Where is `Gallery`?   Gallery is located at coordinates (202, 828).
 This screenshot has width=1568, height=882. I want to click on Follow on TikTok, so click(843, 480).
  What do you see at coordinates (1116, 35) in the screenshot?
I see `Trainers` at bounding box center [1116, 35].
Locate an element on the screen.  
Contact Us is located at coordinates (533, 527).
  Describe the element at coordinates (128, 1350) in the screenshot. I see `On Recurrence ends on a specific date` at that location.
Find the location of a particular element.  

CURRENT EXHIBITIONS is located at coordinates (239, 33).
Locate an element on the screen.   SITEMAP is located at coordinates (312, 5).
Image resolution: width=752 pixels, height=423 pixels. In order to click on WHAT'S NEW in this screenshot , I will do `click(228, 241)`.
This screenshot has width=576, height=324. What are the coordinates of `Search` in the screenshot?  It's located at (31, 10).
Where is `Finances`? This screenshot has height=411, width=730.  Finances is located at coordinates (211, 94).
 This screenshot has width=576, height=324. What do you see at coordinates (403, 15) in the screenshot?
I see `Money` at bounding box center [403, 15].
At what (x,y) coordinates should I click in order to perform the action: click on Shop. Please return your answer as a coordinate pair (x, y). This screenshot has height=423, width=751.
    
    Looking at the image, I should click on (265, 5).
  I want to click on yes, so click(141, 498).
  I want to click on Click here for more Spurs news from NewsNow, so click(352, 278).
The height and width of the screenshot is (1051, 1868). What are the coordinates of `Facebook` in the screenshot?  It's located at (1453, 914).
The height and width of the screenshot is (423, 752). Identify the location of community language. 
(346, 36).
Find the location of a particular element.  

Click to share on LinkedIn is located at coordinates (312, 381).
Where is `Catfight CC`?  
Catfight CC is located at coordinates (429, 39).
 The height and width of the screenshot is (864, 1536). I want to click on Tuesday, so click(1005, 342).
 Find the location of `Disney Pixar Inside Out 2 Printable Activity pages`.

Task to carry out:
Return each line above exactly as it appears.

Your response:
Where is `Gallery`?   Gallery is located at coordinates (202, 828).
 This screenshot has width=1568, height=882. I want to click on Follow on TikTok, so click(843, 480).
  What do you see at coordinates (1116, 35) in the screenshot?
I see `Trainers` at bounding box center [1116, 35].
Locate an element on the screen.  
Contact Us is located at coordinates (533, 527).
  Describe the element at coordinates (128, 1350) in the screenshot. I see `On Recurrence ends on a specific date` at that location.
Find the location of a particular element.  

CURRENT EXHIBITIONS is located at coordinates (239, 33).
Locate an element on the screen.   SITEMAP is located at coordinates (312, 5).
Image resolution: width=752 pixels, height=423 pixels. In order to click on WHAT'S NEW in this screenshot , I will do `click(228, 241)`.
This screenshot has width=576, height=324. What are the coordinates of `Search` in the screenshot?  It's located at (31, 10).
Where is `Finances`? This screenshot has height=411, width=730.  Finances is located at coordinates (211, 94).
 This screenshot has width=576, height=324. What do you see at coordinates (403, 15) in the screenshot?
I see `Money` at bounding box center [403, 15].
At what (x,y) coordinates should I click in order to perform the action: click on Shop. Please return your answer as a coordinate pair (x, y). This screenshot has height=423, width=751.
    
    Looking at the image, I should click on (265, 5).
  I want to click on yes, so click(141, 498).
  I want to click on Click here for more Spurs news from NewsNow, so click(352, 278).
The height and width of the screenshot is (1051, 1868). What are the coordinates of `Facebook` in the screenshot?  It's located at (1453, 914).
The height and width of the screenshot is (423, 752). Identify the location of community language. 
(346, 36).
Find the location of a particular element.  

Click to share on LinkedIn is located at coordinates (312, 381).
Where is `Catfight CC`?  
Catfight CC is located at coordinates (429, 39).
 The height and width of the screenshot is (864, 1536). I want to click on Tuesday, so click(1005, 342).
 Find the location of `Disney Pixar Inside Out 2 Printable Activity pages`.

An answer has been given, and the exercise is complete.